The impact on average Americans following the great Wall Street crash of 2008 was summed up by the Financial Crisis Inquiry Commission (FCIC) report as follows:

“The profound events of 2007 and 2008 were neither bumps in the road nor an accentuated dip in the financial and business cycles we have come to expect in a free market economic system. This was a fundamental disruption—a financial upheaval, if you will—that wreaked havoc in communities and neighborhoods across this country. As this report goes to print, there are more than 26 million Americans who are out of work, cannot find full-time work, or have given up looking for work. About four million families have lost their homes to foreclosure and another four and a half million have slipped into the foreclosure process or are seriously behind on their mortgage payments. Nearly $11 trillion in household wealth has vanished, with retirement accounts and life savings swept away. Businesses, large and small, have felt the sting of a deep recession. There is much anger about what has transpired, and justifiably so. Many people who abided by all the rules now find themselves out of work and uncertain about their future prospects. The collateral damage of this crisis has been real people and real communities. The impacts of this crisis are likely to be felt for a generation. And the nation faces no easy path to renewed economic strength.”

The economy of a great nation and the lives of tens of millions of Americans were turned upside down because regulators, paid by the American people to ensure a safe and sound banking system and honest practices on Wall Street, sold out to greed.

The FCIC report notes this:

“Despite the expressed view of many on Wall Street and in Washington that the crisis could not have been foreseen or avoided, there were warning signs. The tragedy was that they were ignored or discounted. There was an explosion in risky subprime lending and securitization, an unsustainable rise in housing prices, widespread reports of egregious and predatory lending practices, dramatic increases in household mortgage debt, and exponential growth in financial firms’ trading activities, unregulated derivatives, and short-term ‘repo’ lending markets, among many other red flags. Yet there was pervasive permissiveness; little meaningful action was taken to quell the threats in a timely manner.”
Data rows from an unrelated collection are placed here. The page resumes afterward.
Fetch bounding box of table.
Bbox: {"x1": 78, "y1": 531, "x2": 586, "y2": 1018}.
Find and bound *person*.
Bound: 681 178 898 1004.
Consider carefully the following phrases in the above paragraph: “exponential growth in financial firms’ trading activities,” “unregulated derivatives,” “short-term repo’ lending markets.” Now consider the headlines you have been reading recently here at Wall Street On Parade:

Archegos Unpacked: Equity Derivative Contracts Held by Federally-Insured Banks Have Exploded from $737 Billion to $4.197 Trillion Since the Crash of 2008

Margin Debt Has Exploded by 49 Percent in One Year to $814 Billion. The Actual Figure May Be in the Trillions. Here’s Why.
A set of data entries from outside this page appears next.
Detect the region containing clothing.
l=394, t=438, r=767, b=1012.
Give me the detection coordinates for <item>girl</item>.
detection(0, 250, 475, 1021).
Archegos: Wall Street Was Effectively Giving 85 Percent Margin Loans on Concentrated Stock Positions – Thwarting the Fed’s Reg T and Its Own Margin Rules

On One Day Last Year, the Fed Had $495.7 Billion in Loans Outstanding to Unnamed Wall Street Trading Houses

Senator Ossoff Drops a Bombshell: “The 12 or 13 Largest Banks” Got the Trillions from the Fed’s Repo Loans Last Year

Three of the Biggest Banks on Wall Street Have $7.4 Trillion In Off-Balance Sheet Exposures

We ask every American who loves their country to pick up the phone today and call your Senators and House Reps and demand that honest and capable Wall Street regulators be put to work on behalf of the American people.